Cool as Ice

★½☆☆☆
Cool as Ice

I took notes while watching Cool as Ice, which is something I sometimes do. Usually I take notes when I’m watching Christian movies, so I’ll remember all the ridiculous things about them, but I thought that this was going to be a movie with loads of ridiculous things worth remembering. I was pretty much right, and I’m tempted to just copy down the notes that I have word for word.

So here’s what the movie is about. Vanilla Ice rides into town on his Kawasaki motorbike and falls in love with an uptown girl who has been living in her white-bread world. Said girl’s father is not happy with this arrangement, mostly because Vanilla keeps appearing to be a merciless gangster on accident. For instance, thugs leave a threatening note on the family’s porch – when Vanilla goes to see the one he adores, he delivers the note and it looks as though he was the one threatening the family!
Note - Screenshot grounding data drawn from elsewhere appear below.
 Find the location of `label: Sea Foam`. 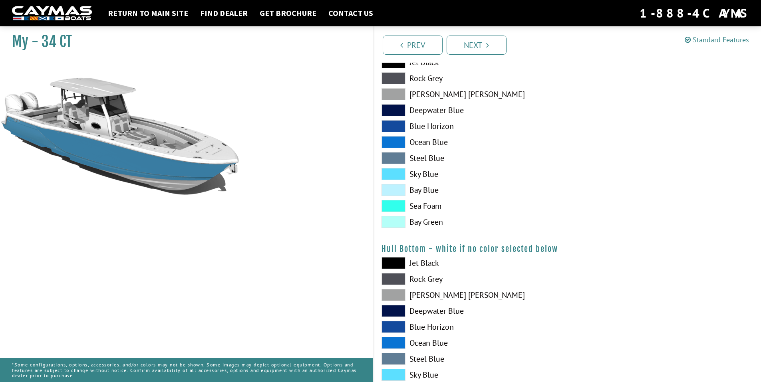

label: Sea Foam is located at coordinates (470, 206).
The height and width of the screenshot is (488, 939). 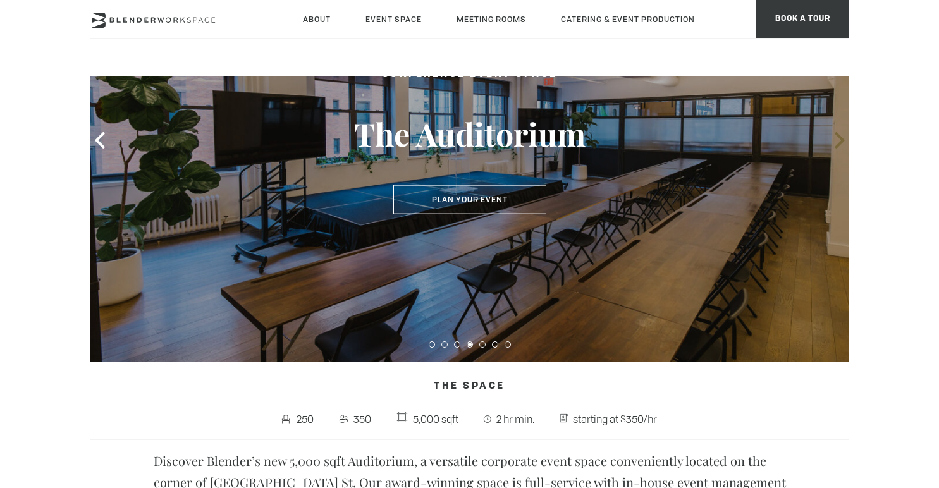 What do you see at coordinates (470, 75) in the screenshot?
I see `h2: Conference Event Space` at bounding box center [470, 75].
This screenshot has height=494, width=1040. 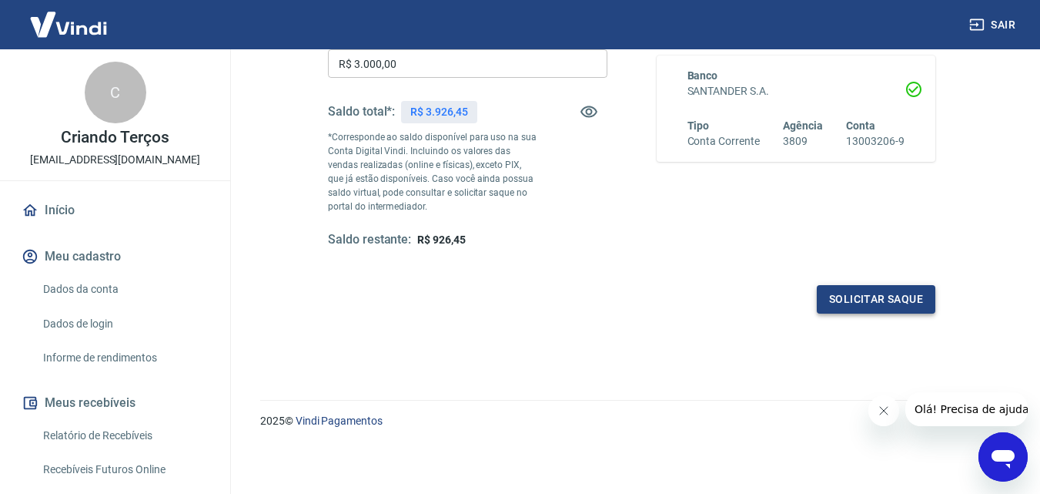 What do you see at coordinates (698, 126) in the screenshot?
I see `span: Tipo` at bounding box center [698, 126].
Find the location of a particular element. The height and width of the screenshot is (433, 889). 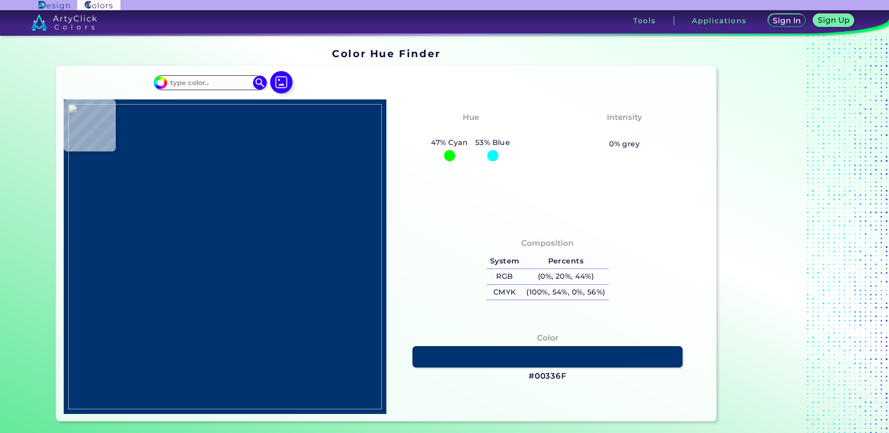

h5: (0%, 20%, 44%) is located at coordinates (566, 276).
Ah, but that plot is unimportant. What’s important is that this is a movie starring Vanilla Ice! I don’t think that you understand yet just how awesome that is. Here, take the opening sequence – literally five minutes of Vanilla Ice rapping about ‘taking’ women while dancing around and holding a spotlight. In the first real scene of the movie, Vanilla is walking through an alley or something with his posse of tough looking black guys. A girl stops Vanilla in order to give him her phone number… because he’s so unbelievably sexy and cool! Later on, when things start getting lame, the interminably suave Vanilla Ice (wearing black leather jacket and shades) announces that he’s going to go “across the street to, uh, schling a schlong.” This is after he races a horse on his Kawasaki motorbike and jumps a fence without any sort of springboard.
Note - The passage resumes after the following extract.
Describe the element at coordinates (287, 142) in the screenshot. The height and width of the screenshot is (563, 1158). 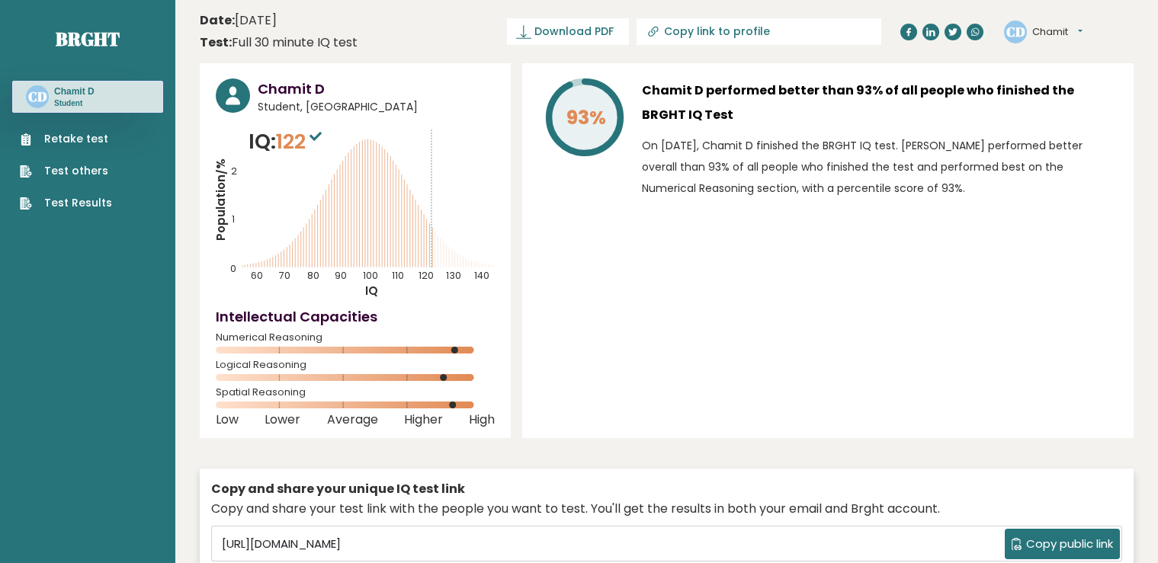
I see `p: IQ:` at that location.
I’ll admit that I had some trouble deciding whether or not the ridiculous aspects of the movie were intentional. There is an accident and one of Vanilla’s pals has to go to a wacky mechanic to fix his bike. I say “wacky mechanic” because the couple who were entrusted to correct the vehicle’s problems acted a lot like Miracle Max and his wife from The Princess Bride. Also, they lived in a colorful house that could have come straight out of the world of Pee-Wee Herman. None of the characters seem at all surprised by the fact that the walls are painted with random words, that there are giant salt shakers and blue eggs, etc. One member of Vanilla’s posse happily creates a pickles & sardine & peanut butter & pineapple sandwich. It almost seems trippy enough to be honestly semi-surreal.
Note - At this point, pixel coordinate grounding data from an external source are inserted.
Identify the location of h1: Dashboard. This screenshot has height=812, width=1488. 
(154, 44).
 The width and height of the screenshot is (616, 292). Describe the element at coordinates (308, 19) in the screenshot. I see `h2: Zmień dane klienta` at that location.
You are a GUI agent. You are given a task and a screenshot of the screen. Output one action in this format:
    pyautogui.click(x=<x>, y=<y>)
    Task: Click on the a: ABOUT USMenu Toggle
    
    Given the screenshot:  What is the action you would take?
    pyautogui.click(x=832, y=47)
But then Vanilla is at the school prom, turning a bunch of geeks into hip-hoppers, and it feels like the movie is blissfully ignorant of how absurd this all is. It’s difficult not to assume that Vanilla Ice is speaking from the heart when he refers to himself as a genius and proceeds to beat up six guys who were attacking him with a series of karate chops. There’s no attempt at a wink and a nod to let the audience know that, hey, the filmmakers are in on the joke and hey, we’re just trying to have some fun and do something different. No, as far as I can tell, we’re intended to take the movie seriously and to actually care about how the story turns out. Will Vanilla Ice get the girl, or will the mob get him first? Does it even matter?

I did like the way the film ended; or rather, the way that the kerfuffle with the girl’s dad and our hero Vanilla ended. It wasn’t groundbreaking or anything, but I was surprised to see that Vanilla’s character actually had some motivations beyond just being the star of a movie called Cool as Ice.

All in all, it’s pretty funny and probably better with friends. Not absolutely horrible, really, which is a shame because that would have made it even more enjoyable. Cool as Ice is mainly just weird and, of course, stars Vanilla Ice. What more do you really need?